Showing posts with label real estate is a tough business. Show all posts
Showing posts with label real estate is a tough business. Show all posts

Thursday, October 16, 2014

Thinking about moving? Don't do it! (A true life story from someone who did- and lived to tell the tale)

Ok, if you have to move because a job takes you elsewhere or your house burns down, then I guess you can go ahead and do it. But, if you have any choice in the matter, I am the living, breathing warning about how much it sucks and how it should be avoided if you can help it.

Can you guess what we did this summer? We did it. We moved. And, while we have owned our new house for three months now, our dining room and garage are still filled with boxes waiting to be unpacked and organized and, if I'm being honest with myself, will probably remained filled for a good, long time.

You see, moving is so much more than the day you actually transport your stuff from one place to another. It encompasses weeks and months of showings (I cleaned my house 25 times for 30 groups of people to come through- and I'm still unsure how I kept my kids and dogs from messing it up the moment I got it clean... I think I ran out the door with them and didn't return home until the showing was over).

Then there is the packing, the negotiations when you finally get an interested buyer, the fighting with the parent who sold you the house to finally get the last of their stuff out of your basement six years after you moved in (is that just me?), the moving day itself, the praying the deal doesn't fall through at the last minute, the negotiations on the house you're buying and the unpacking and organizing at the other end. I lived in a perpetual state of stress for more than seven months- realizing just how stressed out I was only after it was over and I could breathe- and sleep!- normally again.

And the funny (as in ironic, not ha ha) part is, the Pretend Husband and I are still not entirely clear WHY we moved. We gave various (truthful) answers to different people: "we need a layout that works better for us," "we ran out of projects at this house and are ready for something new" or "our lives weren't exciting enough before, so we thought we'd mix things up." It was a struggle because we didn't HAVE to move; we WANTED to. We had a perfectly good house that we had worked really hard to make our own. And it had plenty of room for us and our friends and family. But we both felt like it was time- and also had the thought that, if we didn't do it now, it would probably never happen once our boys were in school.

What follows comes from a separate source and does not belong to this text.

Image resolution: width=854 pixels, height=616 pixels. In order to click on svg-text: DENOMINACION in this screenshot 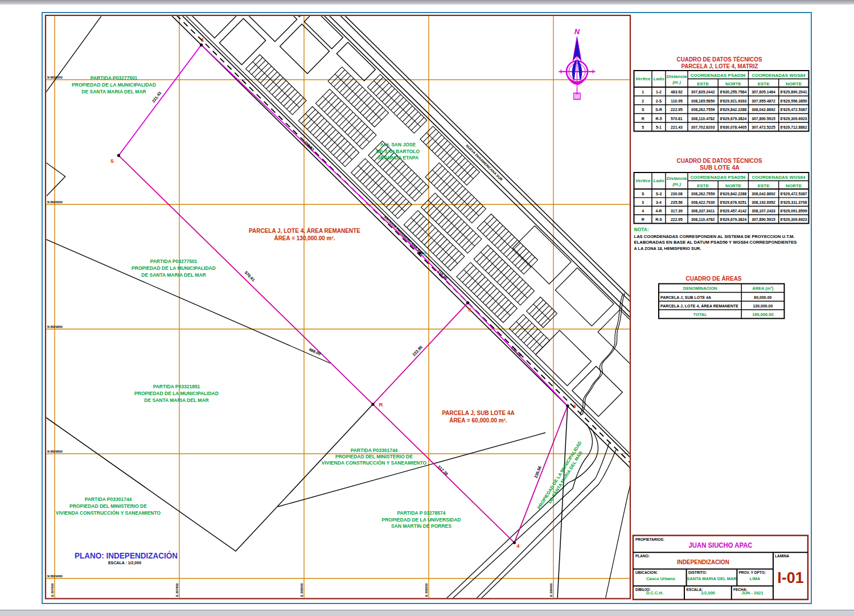, I will do `click(700, 288)`.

So, we did it. And now it's all over except the unpacking. And, while the PH and I tend to disagree (or at least debate) about EVERYTHING (paint colors, what to have for dinner, which house to buy, what gift to leave for the buyers, what show to watch together), we are in complete agreement about one important thing: we will not be moving again for a very, very long time.

Wednesday, September 30, 2009

"Obviously, these people do not watch HGTV."

I went to a home showing the other day. The house online had great promise - it was gorgeous on the outside, beautiful location, not far from rt. 8 and lovely inside shots. When we drove up to it, I thought, this is great.

And then I went in. Barely - because their two dogs were barking their little heads off at me. But I won, and made it into the great room - and by great, I mean, mediocre and stained with dog pee. This was my first thought: "______"

No, it wasn't a bad word. I don't think so. It's just that I couldn't hear myself think over the blaring country music they left on (maybe for the dogs?)

These things aside, I poked around the house, trying to determine if I could live there while avoiding things tumbling out of closets and cabinets. All the while fighting with two dogs who wanted to know why I was invading their turf.

What kind of bothers me the most is the thought that, you know what? Maybe I could live there. But I was so distracted by dogs/messiness/bad carpets/stinkiness that comes with having pets (I know all about it, but when showing your house?!) that I just wanted to get out.

Until I opened the walk- in closet and saw her collection of Michael Kors heels.

And then I seriously considered buying the house. But then I realized that she had them all in a pile ON THE FLOOR.

Now, I am a messy, messy girl. But even *I* keep my lovely shoes in their little shoe organizer in my rinky dink closet. So it made me wonder what else they had been ignoring in that otherwise gorgeous house. And how much it would cost to replace carpets and fix cabinets....

Until I saw the ridiculously huge radon system in the basement. The end.